Wingo spoke, his expression bleak. “The ship will seem very quiet.”

Schwatzendale leaned back in his chair and stared up at the ceiling. “For a fact, their going was opportune, for everyone. The atmosphere aboard ship was stale. Moncrief had become a derelict. His magic was fading. The Klutes crouched like lumps of rancid meat in the shadows. The girls were feckless creatures from a lost land; they danced their own dances and sang their own songs; they knew nothing of responsibility and distracted us all. Now they leave behind only bittersweet memories.”

Maloof, smiling a wan twisted smile, said: “That is a moving testimonial.”

“Bah,” growled Wingo. “It is more like an epitaph.”

“They leave a gap,” Myron agreed. “Still, life will be simpler without them.”

“Bah!” said Wingo again, more emphatically. “What good is simplicity? Even their foolishness was an event! With the Mouse-riders, anything was possible.”

Myron nodded somberly. “Including the possibility that they might never leave the
Glicca
, but remain aboard forever.”

Maloof winced. “The idea is alarming. It is almost an indelicacy.” Myron apologized, and the conversation came to an end.

Early the next morning the
Glicca
departed Chancelade and set off toward Organon, on Archimbal. The ship seemed unnaturally quiet; Wingo abruptly halted his production of novel pastries. The corner of the saloon where the Klutes had brooded and muttered seemed curiously naked.

As time passed, memories of the Mouse-riders became less vivid, and the new reality gradually submerged the old.

4

The
Glicca
arrived at the Organon spaceport halfway through the local morning. Cargo was expeditiously discharged and the crew set off to explore the city. If along the way they chanced to discover a hospitable tavern where they could test the quality of the beer, so much the better.

An omnibus conveyed the four men along a scenic boulevard to the central plaza: an immaculate area, paved with slabs of polished granite. At the center, fountains played around the base of a heroic statue celebrating the legendary locator Hans van der Veeke who had first set foot upon the world Archimbal. He was depicted wearing a black frock coat and a flat black hat. His pose was portentous, with one great arm raised on high, saluting generations of the future. Ranked around the periphery of the plaza were narrow-fronted buildings of a spare, almost gaunt architecture, generally five or six stories high. At the ground level, shops of understated elegance relieved the austerity of the structures in which they were housed. Most sold goods of discreet luxury; there were also restaurants in evidence, as well as a number of agencies and salons.

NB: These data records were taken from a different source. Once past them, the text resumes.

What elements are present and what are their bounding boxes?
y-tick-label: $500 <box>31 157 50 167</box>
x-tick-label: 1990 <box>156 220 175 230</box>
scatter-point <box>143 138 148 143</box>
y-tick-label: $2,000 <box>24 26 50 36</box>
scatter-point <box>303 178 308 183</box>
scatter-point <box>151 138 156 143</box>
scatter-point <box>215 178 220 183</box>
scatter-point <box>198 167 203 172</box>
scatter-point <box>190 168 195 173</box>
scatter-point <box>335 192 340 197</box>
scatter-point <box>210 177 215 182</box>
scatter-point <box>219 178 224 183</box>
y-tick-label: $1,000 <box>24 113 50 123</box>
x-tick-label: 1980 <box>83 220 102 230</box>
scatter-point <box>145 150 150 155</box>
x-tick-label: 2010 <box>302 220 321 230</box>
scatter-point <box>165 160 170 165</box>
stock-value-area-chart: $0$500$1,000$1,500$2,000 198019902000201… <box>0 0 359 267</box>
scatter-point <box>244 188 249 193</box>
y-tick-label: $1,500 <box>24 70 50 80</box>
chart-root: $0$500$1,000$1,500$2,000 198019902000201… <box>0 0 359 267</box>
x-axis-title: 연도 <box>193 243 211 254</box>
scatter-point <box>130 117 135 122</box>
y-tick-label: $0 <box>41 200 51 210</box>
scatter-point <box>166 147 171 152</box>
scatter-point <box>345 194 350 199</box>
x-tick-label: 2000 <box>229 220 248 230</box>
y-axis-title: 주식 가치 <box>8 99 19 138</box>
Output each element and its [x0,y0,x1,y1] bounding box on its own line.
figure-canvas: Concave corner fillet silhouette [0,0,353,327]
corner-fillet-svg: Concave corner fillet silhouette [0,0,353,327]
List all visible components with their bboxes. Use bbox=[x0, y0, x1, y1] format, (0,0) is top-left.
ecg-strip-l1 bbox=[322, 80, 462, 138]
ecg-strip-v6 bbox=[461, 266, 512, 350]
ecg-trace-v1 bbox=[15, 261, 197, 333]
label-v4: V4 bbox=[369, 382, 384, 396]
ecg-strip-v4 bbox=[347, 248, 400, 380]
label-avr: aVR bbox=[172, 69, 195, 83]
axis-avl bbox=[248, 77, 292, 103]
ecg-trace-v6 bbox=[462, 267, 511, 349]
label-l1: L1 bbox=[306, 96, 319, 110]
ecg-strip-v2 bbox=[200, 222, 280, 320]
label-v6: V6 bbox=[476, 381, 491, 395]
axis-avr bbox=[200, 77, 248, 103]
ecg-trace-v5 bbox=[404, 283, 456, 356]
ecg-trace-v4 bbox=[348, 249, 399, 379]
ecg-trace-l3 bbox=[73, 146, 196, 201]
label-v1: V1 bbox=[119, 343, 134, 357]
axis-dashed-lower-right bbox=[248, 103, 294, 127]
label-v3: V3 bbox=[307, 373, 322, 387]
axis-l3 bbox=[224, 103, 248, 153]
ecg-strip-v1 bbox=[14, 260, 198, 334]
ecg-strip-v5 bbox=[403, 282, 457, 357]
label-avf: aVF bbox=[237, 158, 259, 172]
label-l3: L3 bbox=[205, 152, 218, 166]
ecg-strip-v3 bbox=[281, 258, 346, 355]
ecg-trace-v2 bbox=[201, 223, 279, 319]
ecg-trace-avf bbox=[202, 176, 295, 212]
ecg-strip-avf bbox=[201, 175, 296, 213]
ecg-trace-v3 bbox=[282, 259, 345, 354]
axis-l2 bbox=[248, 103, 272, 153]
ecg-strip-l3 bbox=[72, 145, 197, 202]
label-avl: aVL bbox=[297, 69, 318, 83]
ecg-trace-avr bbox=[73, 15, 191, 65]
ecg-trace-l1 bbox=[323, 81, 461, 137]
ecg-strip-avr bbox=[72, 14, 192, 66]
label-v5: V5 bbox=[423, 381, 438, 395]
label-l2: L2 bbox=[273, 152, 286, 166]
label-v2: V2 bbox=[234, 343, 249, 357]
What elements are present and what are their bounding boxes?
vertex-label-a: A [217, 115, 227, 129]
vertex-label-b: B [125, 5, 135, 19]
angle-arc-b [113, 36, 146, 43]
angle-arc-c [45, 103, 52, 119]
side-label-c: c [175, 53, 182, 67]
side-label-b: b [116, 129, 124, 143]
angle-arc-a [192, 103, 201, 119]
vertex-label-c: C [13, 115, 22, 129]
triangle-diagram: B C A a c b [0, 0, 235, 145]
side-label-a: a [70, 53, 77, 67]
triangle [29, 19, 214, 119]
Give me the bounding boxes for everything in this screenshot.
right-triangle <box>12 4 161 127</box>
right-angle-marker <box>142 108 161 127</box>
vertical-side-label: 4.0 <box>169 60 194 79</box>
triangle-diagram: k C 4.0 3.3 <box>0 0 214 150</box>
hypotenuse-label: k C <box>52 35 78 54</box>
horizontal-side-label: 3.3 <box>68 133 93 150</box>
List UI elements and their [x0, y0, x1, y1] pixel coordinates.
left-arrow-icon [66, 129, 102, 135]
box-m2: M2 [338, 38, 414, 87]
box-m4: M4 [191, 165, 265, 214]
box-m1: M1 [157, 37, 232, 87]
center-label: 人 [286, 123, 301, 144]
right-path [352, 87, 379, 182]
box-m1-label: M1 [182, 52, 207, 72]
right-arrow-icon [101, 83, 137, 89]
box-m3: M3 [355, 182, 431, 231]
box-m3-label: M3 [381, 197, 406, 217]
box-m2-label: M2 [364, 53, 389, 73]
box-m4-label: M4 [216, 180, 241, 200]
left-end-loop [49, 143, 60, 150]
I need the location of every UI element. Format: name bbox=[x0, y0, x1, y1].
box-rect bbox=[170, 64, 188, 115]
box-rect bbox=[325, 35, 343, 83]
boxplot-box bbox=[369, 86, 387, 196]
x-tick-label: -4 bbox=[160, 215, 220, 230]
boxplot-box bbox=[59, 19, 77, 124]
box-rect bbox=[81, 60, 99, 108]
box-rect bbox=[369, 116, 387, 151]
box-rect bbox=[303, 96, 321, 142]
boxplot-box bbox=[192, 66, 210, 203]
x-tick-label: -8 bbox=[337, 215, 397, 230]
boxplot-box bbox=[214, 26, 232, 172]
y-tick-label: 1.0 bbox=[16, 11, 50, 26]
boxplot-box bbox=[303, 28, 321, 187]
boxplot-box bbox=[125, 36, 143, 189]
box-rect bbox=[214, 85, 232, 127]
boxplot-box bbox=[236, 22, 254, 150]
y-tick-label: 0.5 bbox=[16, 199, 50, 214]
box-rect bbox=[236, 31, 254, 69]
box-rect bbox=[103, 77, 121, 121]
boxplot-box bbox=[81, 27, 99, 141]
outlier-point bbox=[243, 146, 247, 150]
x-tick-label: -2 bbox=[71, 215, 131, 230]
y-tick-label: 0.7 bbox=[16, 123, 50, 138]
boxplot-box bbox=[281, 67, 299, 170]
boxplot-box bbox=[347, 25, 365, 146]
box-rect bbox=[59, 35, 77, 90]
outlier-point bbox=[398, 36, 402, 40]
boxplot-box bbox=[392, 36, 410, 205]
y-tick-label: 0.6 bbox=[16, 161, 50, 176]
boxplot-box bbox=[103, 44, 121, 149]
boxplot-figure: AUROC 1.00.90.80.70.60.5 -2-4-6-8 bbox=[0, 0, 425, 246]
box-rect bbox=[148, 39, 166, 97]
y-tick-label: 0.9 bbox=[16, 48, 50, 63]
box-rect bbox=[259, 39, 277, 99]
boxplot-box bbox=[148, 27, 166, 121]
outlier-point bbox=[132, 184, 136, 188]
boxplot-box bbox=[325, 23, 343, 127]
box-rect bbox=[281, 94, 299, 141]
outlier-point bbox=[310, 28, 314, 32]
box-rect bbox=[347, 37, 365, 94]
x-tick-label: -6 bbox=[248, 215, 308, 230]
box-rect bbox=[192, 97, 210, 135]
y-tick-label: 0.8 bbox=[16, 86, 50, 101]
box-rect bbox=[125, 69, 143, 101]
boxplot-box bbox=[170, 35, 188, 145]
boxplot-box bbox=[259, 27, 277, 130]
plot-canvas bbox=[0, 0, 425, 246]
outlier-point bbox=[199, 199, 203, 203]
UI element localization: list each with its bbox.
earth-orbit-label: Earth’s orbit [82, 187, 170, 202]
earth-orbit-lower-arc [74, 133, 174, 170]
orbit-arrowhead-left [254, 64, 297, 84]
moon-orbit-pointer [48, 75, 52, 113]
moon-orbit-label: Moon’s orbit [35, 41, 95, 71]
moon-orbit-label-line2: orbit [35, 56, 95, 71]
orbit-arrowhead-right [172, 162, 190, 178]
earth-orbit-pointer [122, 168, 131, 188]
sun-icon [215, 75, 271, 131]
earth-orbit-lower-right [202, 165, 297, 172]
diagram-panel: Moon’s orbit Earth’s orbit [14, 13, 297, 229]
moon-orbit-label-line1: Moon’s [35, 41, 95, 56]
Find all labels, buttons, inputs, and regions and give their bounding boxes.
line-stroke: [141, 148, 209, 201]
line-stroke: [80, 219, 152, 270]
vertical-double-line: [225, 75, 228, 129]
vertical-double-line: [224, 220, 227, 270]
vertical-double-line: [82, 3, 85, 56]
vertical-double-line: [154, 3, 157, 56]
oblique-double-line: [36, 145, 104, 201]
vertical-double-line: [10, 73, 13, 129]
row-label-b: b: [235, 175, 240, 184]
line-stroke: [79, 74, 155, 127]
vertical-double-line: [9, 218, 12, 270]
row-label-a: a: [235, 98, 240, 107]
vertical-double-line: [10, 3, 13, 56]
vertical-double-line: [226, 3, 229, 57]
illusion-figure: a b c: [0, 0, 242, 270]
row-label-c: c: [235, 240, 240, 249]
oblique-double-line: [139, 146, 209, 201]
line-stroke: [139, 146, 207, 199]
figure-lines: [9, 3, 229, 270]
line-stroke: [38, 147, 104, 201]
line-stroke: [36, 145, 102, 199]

Upon alighting from the omnibus, the four off-worlders paused to take stock of their surroundings. Inhabitants of the city strolled about the plaza. Men and women alike wore garments of formal cut and excellent quality, as if it were not reputable to appear in public wearing clothes which might not be considered genteel. As they passed, they gave the spacemen quick side-glances, then immediately looked away, to avoid any imputation of undignified curiosity.

The four men from the
Glicca
turned their attention to shops around the square, noting restaurants and cafés but nowhere any establishment suggesting the presence of a tavern. Myron theorized that such premises might be relegated to the backstreets, or even a separate district of the city. Wingo agreed that the theory was as plausible as any, and that the mystery in good time would be resolved.

The four men set off around the plaza. Almost at once the group came to an establishment, apparently a café, identified by an ornamental sign as ‘The Blue Urn’. Windows under three wide arches afforded a view of persons sitting at tables, taking refreshment of various sorts. At a table nearby, four middle-aged gentlemen of obvious status drank from glass tankards containing amber liquid under a notable collar of white foam. With one accord the four spacemen entered the Blue Urn and seated themselves at a vacant table.